Samsung may have unintentionally revealed its intent to develop a RISC-V CPU, which a presentation slide showed may be used in an AI chip.
The company plans to release an AI accelerator with heavy in-memory processing, but it has been quiet about its upcoming chip.
A slide at the ISC conference mentioned a “RISC-V CPU/AI accelerator from Samsung.” It isn’t clear if the RISC-V CPU is related to that specific chip or whether Samsung is developing a separate RISC-V processor.
The slide was presented at a session about the UXL Foundation (Unified Acceleration Foundation), which aims to build AI software to support the sales of AI accelerators that aren’t Nvidia’s GPUs. The AI software will compete against Nvidia’s CUDA.
A slide at the ISC 2024 conference during a UXL Foundation session mentions a Samsung “RISC-V CPU/accelerator” (Source: ISC 2024 Video)
Samsung has extensively discussed in-memory processing. Computing near memory or inside the memory alleviates bandwidth issues for scientific and AI applications. Samsung will reportedly release an upcoming AI accelerator called Mach-1, which Naver (a South Korean internet conglomerate ) has already ordered to the tune of $752 million.
Bongjun Kim, a staff researcher at Samsung Advanced Institute of Technology, said during the session that LLMs typically require a lot of memory for AI applications, and there are times when GPUs experience underutilization.
“You need to use some processing in-memory to alleviate the memory bandwidth problems,” Bongjun said during the ISC session titled “Unlocking the next 35 years of software for HPC and AI,” which is available on the web.
He didn’t talk specifically about the chip, and there are no additional details on Samsung’s RISC-V CPU.
The CPU could be a low-performance RISC-V processor in Samsung’s memory-based chip to run specific tasks defined by software kit functions.
RISC-V isn’t yet at a stage where it can reliably function as a high-performance CPU. It doesn’t offer the performance of a CPU based on Intel’s x86 architecture or ARM, and it has poor software support.
RISC-V CPUs are built on an open-standard instruction set, which is free to license. Nvidia, Apple, and many chip providers are already putting RISC-V microcontrollers in their chips powered by ARM CPUs. Intel’s NIOS FPGA also has a RISC-V CPU.
Europe, China, and Russia are also building sovereign chips based on RISC-V CPUs.
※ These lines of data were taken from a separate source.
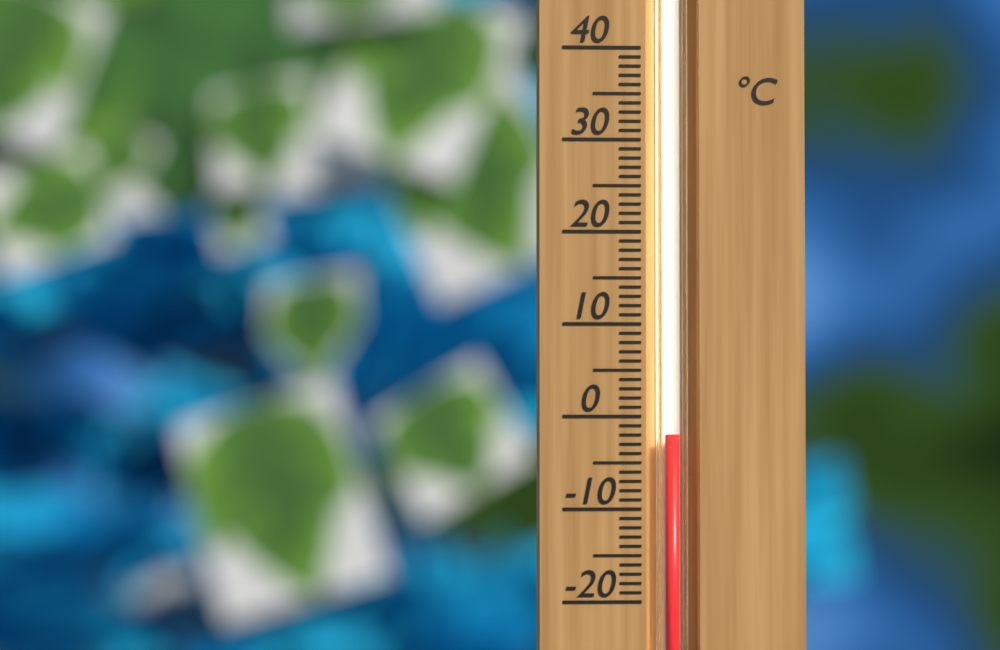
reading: -2 °C
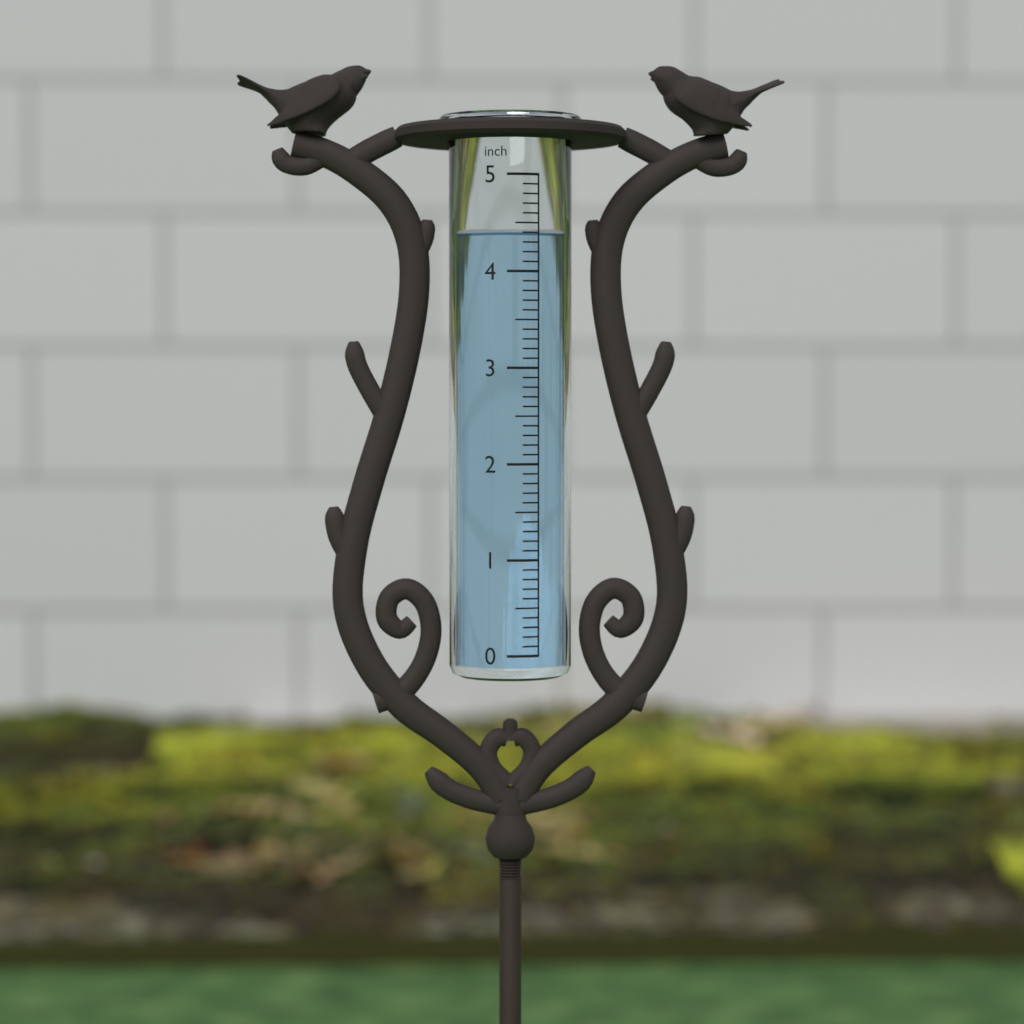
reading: 4.4 inch
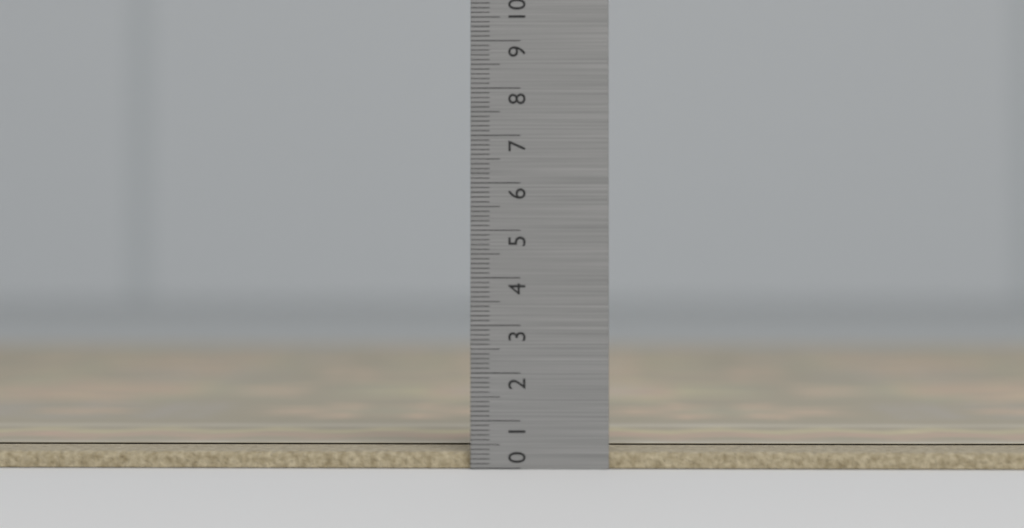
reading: 0.4 (no unit)
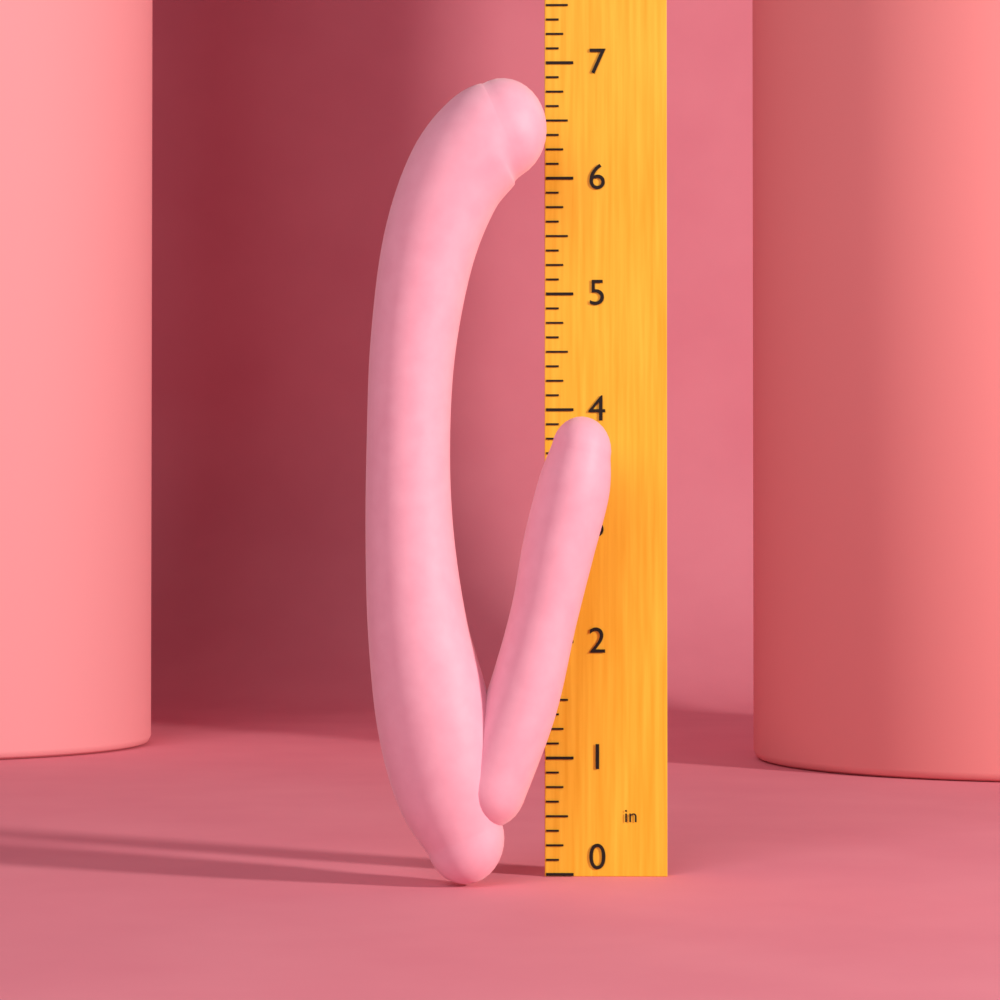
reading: 6.750 in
These countries prefer not to be locked into proprietary designs from Intel, AMD, or ARM. Semiconductors are weaponized as a geopolitical tool to dictate trade terms between countries.
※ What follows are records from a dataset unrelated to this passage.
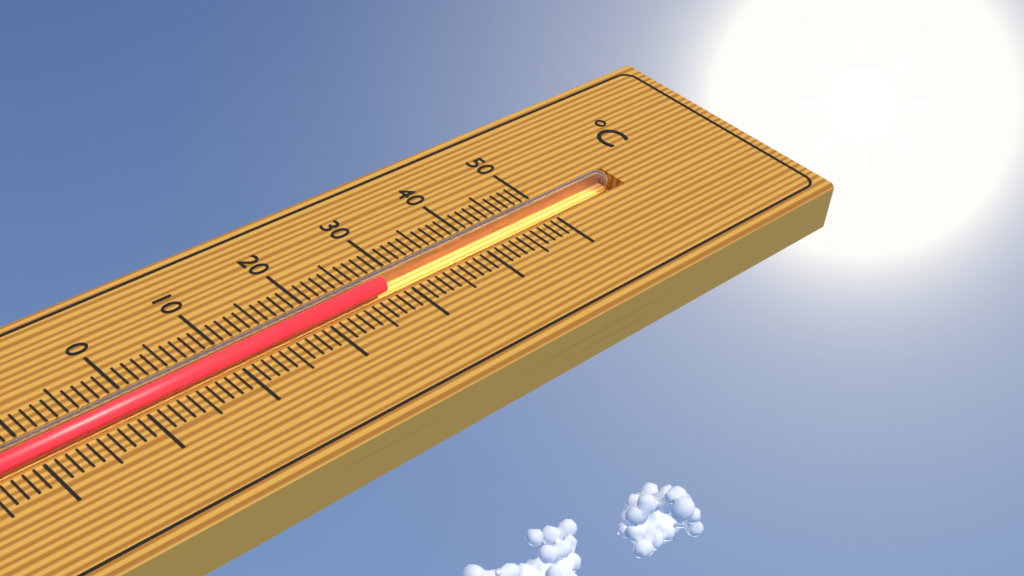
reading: 28 °C
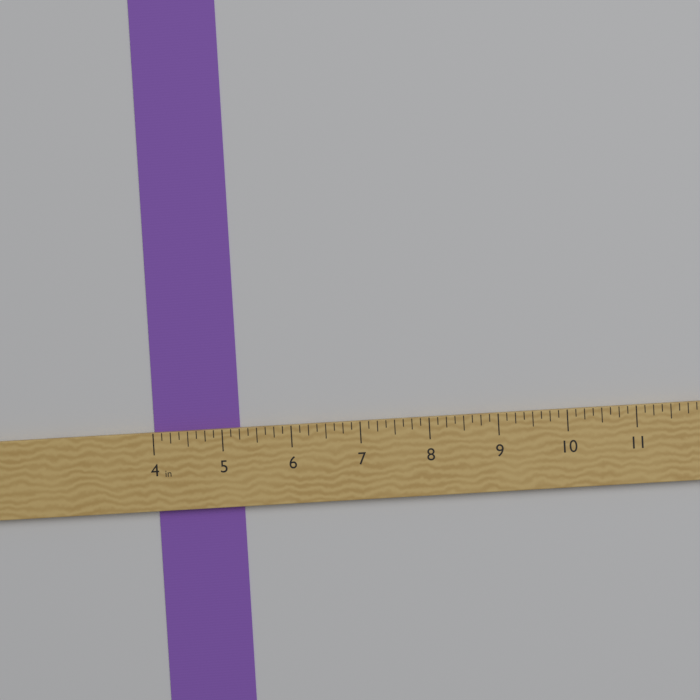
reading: 5.250 in
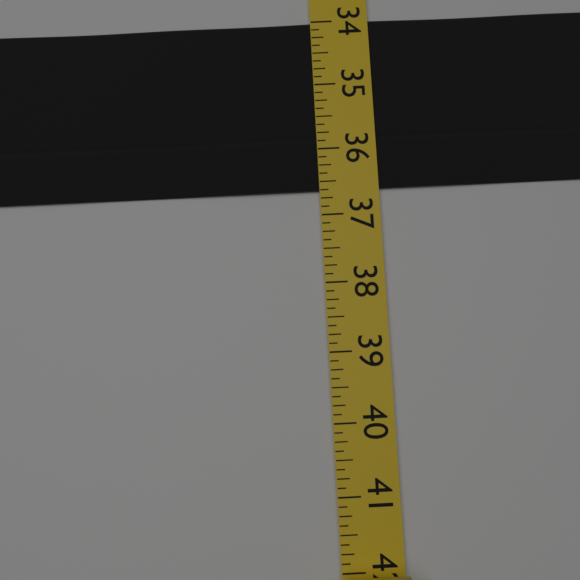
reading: 36.625 (no unit)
Samsung uses an open-source toolkit promoted by the UXL Foundation for AI applications to run on its in-memory AI accelerator. It also supports OpenMP and OpenACC, which provide a hook to latch onto Nvidia’s GPUs.
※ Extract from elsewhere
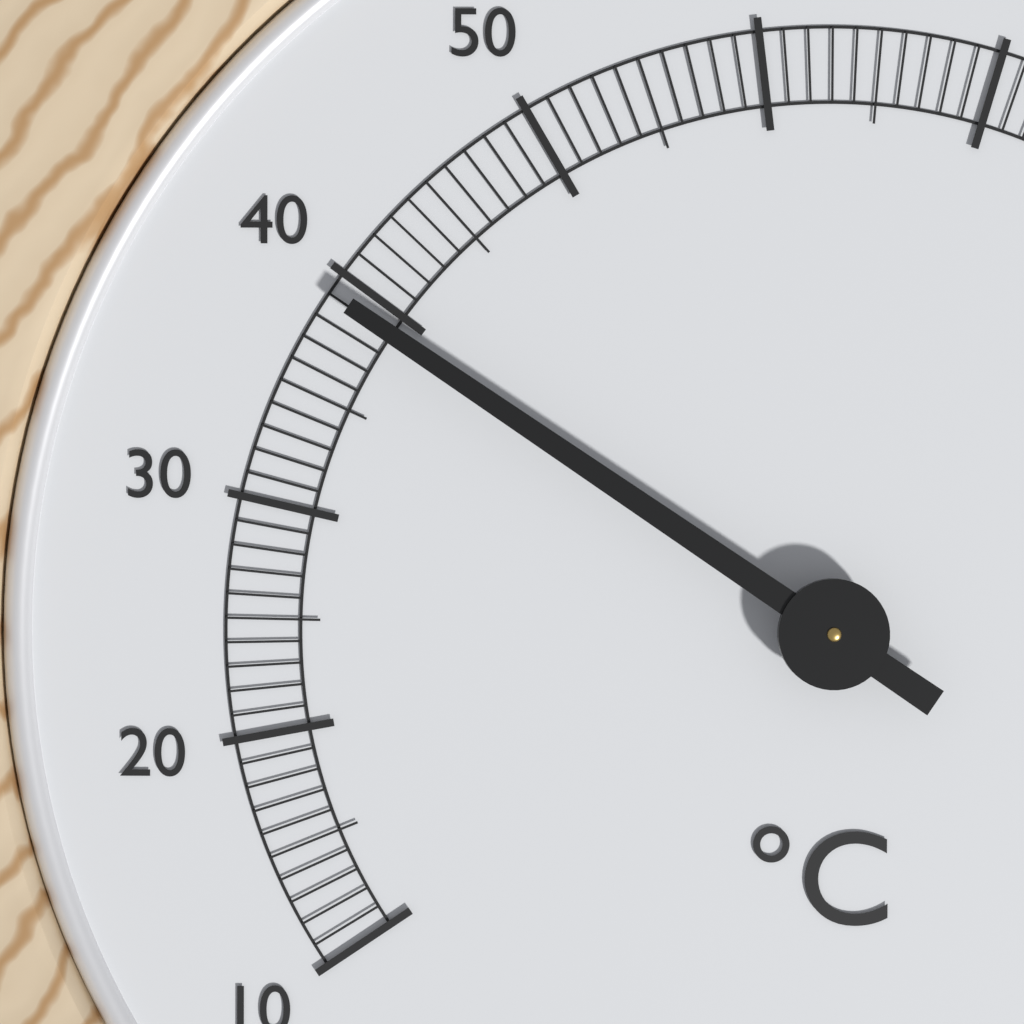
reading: 39 °C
Andrew Richards, CEO of Codeplay, which is owned by Intel, said during the ISC session that the UXL Foundation software kit provides a base for hardware companies to innovate new hardware.
Richards said a tool called SYCL—which is at the heart of UXL Foundation’s software toolkit—provides a ready-made framework into which new hardware can be plugged in.
Users can use SYCL to move AI applications from Nvidia’s GPUs to other AI processors.
Samsung’s Bongjun said bringing SYCL to near- and in-memory processing use cases was challenging.
Samsung abstracted its underlying low-level SDK to the OneAPI-based software stack. OneAPI is Intel’s parallel processing framework for AI and HPC, which includes SYCLomatic, a SYCL tool.
“It was quite easy because we decided to design the processing in-memory, near-memory API as aligned with the SQL group functions. I can say that it was a little bit complex regarding the implementation,” Bongjun said.
Richards responded: “When we designed SYCL, we weren’t thinking about processing in memory. You’ve extended SYCL with some of the special features of your processor in memory.”